Ariad Pharma, After 18-plus Years, Sets Sights on Not One, But Two, Marketed Cancer Drugs

The cancer drug developer Ariad Pharmaceuticals (NASDAQ:[[ticker:ARIA]]) is headquartered on the same block in Cambridge, MA, as Millennium: The Takeda Oncology Company. Like Millennium has done with its game-changing cancer treatment bortezomib (Velcade), Ariad now has a big opportunity with the lead cancer drug in its pipeline, ridaforolimus.

Ariad, which has no marketed products, could get its first major product revenue from ridaforolimus, which is in a pivotal clinical trial for the treatment of soft tissue and bone sarcomas. Merck & Co. (NYSE:[[ticker:MRK]]), which took over development of the drug from Ariad through an amended licensing deal in May, is expected to report results of the Phase III trial sometime around the end of 2010. If the clinical trial is a success, the FDA could approve the drug next year.

It has taken Ariad, founded in 1991, the better part of two decades to get to this point. When I stopped by to visit on a sunny day last week, the firm’s chief scientist, Timothy Clackson, and two of his colleagues talked about cancer patients whose lives have already benefited from ridaforolimus or the second anti-cancer candidate in the firm’s pipeline, ponatinib. Clackson, who joined the company in December 1994, has waited a long time be talking about the potential of having one of the firm’s treatments on the market.

“I’ve been here for 16 years. As it turns out there are many leaders and scientists in our R&D group who have similar longevity and commitment to Ariad,” Clackson said, “and it means the world to be on the cusp of potentially bringing something to patients and the market.”

Ariad is on the cutting edge of developing what are known as targeted cancer therapies. Such drugs are designed to hit specific molecular targets to treat cancer, aiming to block the biological drivers of the disease while mostly sparing healthy tissues. The company decided to focus on targeted cancer drug development about a decade ago, Clackson says. Ariad is really just one of many companies pursuing this strategy: Novartis’s imatinib (Gleevec) and Roche’s bevacizumab (Avastin), two of the most successful new cancer treatments to reach the market over the past decade, are also targeted drugs.

What’s different here is that Ariad and Merck’s ridaforolimus would be the first

Author: Ryan McBride

Ryan is an award-winning business journalist who contributes to our life sciences and technology coverage. He was previously a staff writer for Mass High Tech, a Boston business and technology newspaper, where he and his colleagues won a national business journalism award from the Society of American Business Editors and Writers in 2008. In recent years, he has made regular TV appearances on New England Cable News. Prior to MHT, Ryan covered the life sciences, technology, and energy sectors for Providence Business News. He graduated with honors from the University of Rhode Island in 2001 with a bachelor’s degree in communications. When he’s not chasing down news, Ryan enjoys mountain biking and skiing in his home state of Vermont.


• [Exercise objective]:
A single number is wanted: how many lines of the data include the string "nexchange".

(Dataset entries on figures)
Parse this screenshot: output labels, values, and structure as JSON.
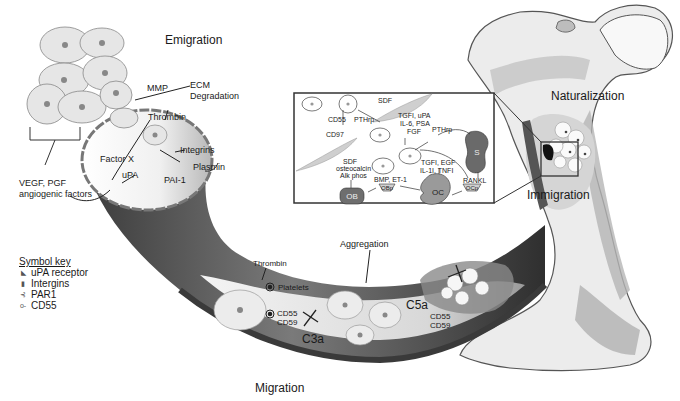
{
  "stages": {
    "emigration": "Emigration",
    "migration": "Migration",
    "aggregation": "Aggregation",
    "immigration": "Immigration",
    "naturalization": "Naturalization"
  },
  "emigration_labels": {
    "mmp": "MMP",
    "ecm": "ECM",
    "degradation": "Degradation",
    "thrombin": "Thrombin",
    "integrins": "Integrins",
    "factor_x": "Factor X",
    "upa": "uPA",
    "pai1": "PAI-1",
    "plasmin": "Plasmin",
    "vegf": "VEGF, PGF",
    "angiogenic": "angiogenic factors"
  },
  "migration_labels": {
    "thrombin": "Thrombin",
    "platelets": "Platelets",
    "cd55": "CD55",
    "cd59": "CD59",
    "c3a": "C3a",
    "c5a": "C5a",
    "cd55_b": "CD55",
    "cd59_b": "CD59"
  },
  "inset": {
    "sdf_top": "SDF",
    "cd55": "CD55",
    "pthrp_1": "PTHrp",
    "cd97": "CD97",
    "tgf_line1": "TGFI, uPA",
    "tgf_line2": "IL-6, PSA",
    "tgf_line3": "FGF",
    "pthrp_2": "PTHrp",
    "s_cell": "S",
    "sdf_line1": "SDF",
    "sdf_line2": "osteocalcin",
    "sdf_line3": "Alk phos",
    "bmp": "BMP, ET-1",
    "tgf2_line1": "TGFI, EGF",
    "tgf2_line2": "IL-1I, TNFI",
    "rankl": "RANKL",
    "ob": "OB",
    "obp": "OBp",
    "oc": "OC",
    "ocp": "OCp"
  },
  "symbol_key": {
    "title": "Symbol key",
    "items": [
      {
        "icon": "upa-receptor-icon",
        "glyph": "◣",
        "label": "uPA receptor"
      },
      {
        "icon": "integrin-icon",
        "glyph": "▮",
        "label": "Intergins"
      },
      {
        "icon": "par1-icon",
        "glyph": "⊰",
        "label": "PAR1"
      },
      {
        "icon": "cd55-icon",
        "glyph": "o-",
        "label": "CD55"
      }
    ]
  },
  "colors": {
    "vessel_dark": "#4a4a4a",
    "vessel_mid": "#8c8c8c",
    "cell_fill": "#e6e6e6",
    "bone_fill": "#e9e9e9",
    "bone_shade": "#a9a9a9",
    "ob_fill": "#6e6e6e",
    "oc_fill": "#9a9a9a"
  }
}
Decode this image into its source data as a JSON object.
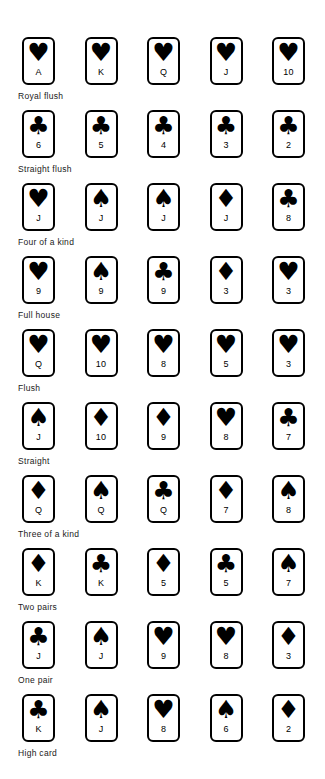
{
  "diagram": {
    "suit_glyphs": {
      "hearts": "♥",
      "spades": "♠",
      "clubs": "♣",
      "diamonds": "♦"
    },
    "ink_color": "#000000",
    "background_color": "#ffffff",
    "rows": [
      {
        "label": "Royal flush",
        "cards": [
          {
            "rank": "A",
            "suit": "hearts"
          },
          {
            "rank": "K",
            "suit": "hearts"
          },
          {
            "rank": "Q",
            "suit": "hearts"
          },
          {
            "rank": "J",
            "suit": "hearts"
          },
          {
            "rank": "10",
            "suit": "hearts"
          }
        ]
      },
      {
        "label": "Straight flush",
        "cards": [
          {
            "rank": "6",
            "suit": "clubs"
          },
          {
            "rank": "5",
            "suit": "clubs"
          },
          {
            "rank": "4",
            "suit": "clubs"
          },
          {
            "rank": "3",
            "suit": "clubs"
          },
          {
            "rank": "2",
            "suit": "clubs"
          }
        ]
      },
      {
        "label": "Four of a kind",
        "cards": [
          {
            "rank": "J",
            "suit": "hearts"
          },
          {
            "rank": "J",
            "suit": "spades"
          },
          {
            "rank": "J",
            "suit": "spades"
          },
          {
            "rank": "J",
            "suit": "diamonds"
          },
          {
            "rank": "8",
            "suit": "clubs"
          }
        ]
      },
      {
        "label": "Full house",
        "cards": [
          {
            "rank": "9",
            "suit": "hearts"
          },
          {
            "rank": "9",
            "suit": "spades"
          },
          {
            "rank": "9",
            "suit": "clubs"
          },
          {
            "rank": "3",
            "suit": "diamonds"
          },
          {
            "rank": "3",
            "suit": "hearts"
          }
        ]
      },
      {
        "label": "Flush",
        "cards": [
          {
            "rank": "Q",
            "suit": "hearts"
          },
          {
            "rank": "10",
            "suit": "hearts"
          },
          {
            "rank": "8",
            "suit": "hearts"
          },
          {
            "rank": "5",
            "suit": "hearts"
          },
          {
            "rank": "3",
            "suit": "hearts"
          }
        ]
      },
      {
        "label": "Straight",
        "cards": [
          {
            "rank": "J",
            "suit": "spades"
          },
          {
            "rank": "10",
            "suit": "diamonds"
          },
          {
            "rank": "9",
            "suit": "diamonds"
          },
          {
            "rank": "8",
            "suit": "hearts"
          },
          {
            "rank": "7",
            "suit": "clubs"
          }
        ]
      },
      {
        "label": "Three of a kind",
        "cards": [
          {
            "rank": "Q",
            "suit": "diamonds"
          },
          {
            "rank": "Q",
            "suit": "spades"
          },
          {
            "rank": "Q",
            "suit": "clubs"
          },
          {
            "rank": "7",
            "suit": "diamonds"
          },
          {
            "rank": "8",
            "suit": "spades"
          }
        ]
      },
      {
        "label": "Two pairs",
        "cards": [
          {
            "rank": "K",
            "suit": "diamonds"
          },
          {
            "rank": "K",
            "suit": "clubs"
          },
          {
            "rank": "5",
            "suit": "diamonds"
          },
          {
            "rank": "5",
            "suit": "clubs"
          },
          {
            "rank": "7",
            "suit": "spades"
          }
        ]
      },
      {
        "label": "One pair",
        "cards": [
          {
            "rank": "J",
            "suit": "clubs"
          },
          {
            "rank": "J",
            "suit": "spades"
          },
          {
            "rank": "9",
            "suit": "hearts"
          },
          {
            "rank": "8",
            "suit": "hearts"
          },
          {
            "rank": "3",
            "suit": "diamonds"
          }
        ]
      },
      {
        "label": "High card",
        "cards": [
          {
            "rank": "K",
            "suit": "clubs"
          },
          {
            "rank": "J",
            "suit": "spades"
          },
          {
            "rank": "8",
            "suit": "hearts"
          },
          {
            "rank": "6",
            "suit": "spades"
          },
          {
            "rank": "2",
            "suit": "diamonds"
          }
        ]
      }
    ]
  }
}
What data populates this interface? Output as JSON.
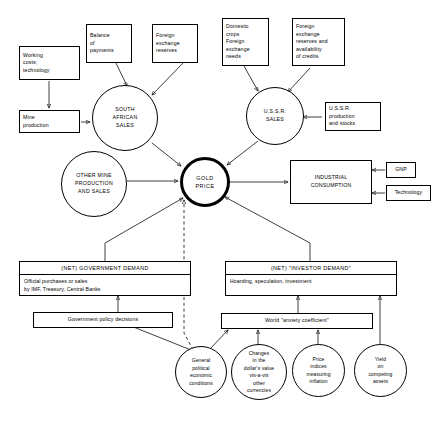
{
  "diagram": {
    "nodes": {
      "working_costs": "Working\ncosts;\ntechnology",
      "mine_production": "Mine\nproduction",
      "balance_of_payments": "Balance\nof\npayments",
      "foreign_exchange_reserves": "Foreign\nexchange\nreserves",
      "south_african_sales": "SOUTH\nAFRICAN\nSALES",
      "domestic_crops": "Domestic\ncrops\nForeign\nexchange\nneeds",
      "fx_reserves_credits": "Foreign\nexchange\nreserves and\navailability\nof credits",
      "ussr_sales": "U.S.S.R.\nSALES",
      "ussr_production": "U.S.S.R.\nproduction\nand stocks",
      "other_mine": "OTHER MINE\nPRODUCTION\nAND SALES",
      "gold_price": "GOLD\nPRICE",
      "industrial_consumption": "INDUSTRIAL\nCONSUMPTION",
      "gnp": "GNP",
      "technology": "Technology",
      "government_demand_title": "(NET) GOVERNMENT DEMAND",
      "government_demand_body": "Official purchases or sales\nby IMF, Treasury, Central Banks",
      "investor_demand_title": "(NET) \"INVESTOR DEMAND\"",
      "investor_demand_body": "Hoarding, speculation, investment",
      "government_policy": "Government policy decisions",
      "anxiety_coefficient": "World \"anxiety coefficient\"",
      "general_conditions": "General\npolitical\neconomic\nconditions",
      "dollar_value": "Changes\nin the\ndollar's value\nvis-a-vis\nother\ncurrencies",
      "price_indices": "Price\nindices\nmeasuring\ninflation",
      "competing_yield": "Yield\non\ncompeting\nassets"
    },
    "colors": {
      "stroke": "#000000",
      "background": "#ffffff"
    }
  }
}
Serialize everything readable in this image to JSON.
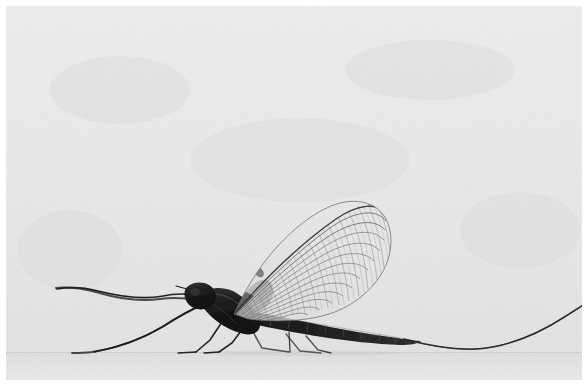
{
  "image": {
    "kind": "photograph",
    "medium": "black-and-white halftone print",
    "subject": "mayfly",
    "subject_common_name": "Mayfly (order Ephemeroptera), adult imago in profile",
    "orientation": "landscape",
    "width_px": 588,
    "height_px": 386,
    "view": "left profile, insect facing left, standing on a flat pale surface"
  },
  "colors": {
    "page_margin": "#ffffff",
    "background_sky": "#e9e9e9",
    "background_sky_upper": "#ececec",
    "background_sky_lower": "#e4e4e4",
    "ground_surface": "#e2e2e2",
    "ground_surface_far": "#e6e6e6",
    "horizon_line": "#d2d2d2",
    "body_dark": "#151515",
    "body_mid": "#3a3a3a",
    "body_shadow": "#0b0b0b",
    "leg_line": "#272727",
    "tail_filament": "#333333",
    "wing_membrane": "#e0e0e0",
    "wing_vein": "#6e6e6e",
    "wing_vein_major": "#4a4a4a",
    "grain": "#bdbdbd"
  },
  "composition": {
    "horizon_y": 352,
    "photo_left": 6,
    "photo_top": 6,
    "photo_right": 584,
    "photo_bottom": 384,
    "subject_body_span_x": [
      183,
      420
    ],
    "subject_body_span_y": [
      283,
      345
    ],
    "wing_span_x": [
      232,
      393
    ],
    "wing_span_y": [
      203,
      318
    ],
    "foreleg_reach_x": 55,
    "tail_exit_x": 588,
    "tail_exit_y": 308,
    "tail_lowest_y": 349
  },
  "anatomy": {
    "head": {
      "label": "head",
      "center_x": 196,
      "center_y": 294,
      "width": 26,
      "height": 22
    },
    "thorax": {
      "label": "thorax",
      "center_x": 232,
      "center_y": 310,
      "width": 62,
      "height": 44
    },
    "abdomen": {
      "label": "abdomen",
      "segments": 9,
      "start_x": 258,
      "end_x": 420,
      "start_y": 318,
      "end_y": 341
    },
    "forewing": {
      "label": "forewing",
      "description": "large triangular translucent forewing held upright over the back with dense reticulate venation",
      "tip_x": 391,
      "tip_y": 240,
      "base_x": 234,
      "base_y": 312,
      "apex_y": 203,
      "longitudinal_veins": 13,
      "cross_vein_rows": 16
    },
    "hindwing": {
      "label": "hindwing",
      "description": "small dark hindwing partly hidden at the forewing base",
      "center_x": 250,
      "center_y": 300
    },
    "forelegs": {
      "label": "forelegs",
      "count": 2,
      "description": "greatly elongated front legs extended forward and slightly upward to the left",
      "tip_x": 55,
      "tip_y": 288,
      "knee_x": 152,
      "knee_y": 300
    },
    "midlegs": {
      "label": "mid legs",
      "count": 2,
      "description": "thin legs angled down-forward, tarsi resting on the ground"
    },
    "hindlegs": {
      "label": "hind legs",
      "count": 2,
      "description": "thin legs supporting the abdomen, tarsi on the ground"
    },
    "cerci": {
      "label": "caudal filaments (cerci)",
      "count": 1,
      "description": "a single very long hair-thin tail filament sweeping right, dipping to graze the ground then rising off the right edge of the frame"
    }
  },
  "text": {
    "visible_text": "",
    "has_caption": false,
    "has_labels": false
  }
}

• [Task solution]:
3